Lord Mayor Basil Zempilas did not vote on the item at Tuesday’s council meeting because of the closeness of his employer, Seven West Media, to the event as its main media partner.

SWM WA chief executive Maryna Fewster is also a board member of Celebrate WA.

Deputy Lord Mayor Sandy Anghie declared a financial interest given her husband Michael was the chair of Celebrate WA and received tickets to the festival’s gala event.

Councillor Brett Fleeton was another council member with an interest, as an employee of the communications company that works with Celebrate WA, and did not vote.

Budget impacts

The $150,000 of unexpected expenditure on the WA Day festival takes the City of Perth’s major events expenditure account above its $800,000 limit and eats into the overall surplus.

The city’s recent mid-year budget review resulted in a healthier set of books for the local government after getting $11.8 million more from parking fees and fines than anticipated.

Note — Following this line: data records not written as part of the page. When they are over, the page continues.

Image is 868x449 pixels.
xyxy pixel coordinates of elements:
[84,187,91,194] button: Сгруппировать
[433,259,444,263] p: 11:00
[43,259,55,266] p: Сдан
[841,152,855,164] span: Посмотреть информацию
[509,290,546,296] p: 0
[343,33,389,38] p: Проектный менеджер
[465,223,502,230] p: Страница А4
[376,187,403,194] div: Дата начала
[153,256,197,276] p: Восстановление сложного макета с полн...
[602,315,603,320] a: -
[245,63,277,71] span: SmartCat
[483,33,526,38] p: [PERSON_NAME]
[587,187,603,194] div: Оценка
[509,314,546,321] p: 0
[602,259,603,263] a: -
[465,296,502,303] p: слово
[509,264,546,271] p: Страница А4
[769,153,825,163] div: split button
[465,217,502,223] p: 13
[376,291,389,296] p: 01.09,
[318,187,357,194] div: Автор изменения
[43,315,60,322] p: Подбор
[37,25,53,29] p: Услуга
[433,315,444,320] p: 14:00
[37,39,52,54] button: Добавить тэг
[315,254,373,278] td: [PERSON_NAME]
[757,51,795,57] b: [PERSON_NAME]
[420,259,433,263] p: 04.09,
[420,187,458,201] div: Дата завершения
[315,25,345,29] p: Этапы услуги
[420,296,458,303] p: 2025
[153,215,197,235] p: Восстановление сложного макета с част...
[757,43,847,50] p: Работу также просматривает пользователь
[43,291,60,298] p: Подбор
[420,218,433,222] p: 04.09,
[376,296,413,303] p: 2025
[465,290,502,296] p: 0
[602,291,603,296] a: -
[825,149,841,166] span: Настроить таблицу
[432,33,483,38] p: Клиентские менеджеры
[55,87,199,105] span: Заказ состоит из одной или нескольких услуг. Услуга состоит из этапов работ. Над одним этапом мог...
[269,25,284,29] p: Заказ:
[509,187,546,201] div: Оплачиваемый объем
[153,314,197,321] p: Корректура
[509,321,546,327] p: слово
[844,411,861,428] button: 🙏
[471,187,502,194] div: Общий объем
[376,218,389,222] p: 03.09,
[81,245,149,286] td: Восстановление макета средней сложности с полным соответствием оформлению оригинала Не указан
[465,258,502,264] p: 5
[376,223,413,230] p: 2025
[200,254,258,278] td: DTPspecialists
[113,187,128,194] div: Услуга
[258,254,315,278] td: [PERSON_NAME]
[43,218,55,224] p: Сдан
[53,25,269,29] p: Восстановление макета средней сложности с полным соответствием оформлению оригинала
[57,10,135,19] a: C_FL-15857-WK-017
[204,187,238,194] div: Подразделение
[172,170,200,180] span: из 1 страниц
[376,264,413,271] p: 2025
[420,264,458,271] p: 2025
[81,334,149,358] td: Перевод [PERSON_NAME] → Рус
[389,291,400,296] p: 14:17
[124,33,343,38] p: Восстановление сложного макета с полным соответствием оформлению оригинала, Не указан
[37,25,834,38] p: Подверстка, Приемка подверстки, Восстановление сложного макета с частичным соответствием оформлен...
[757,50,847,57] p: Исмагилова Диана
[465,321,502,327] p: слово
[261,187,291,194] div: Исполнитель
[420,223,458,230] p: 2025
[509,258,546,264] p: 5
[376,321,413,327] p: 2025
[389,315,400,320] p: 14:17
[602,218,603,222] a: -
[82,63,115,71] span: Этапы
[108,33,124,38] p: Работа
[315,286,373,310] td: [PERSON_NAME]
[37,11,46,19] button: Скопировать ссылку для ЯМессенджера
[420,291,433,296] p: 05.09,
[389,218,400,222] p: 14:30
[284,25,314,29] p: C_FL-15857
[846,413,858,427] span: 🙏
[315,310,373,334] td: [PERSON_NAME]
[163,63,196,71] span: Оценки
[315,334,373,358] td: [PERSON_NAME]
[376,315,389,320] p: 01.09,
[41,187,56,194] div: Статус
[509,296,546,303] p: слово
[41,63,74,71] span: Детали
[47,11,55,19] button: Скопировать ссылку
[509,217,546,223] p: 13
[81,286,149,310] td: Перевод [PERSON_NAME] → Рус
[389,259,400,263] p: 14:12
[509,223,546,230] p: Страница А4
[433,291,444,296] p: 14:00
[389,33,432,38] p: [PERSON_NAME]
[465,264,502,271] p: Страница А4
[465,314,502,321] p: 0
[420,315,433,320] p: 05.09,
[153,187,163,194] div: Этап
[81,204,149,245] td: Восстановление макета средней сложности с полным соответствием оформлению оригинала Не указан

And $10 million worth of loans had been pencilled into the original 2020-21 budget, but no longer appear to be needed.

The WA Day festival money would come out of the surplus as opposed to a recent budget saving created by the Deputy Lord Mayor at last week’s council meeting.

Ms Anghie successfully moved a motion to scrap $200,000 earmarked for the city’s winter school holiday program and instead put the money back into a grants and sponsorship fund for the 2021-22 financial year for small events.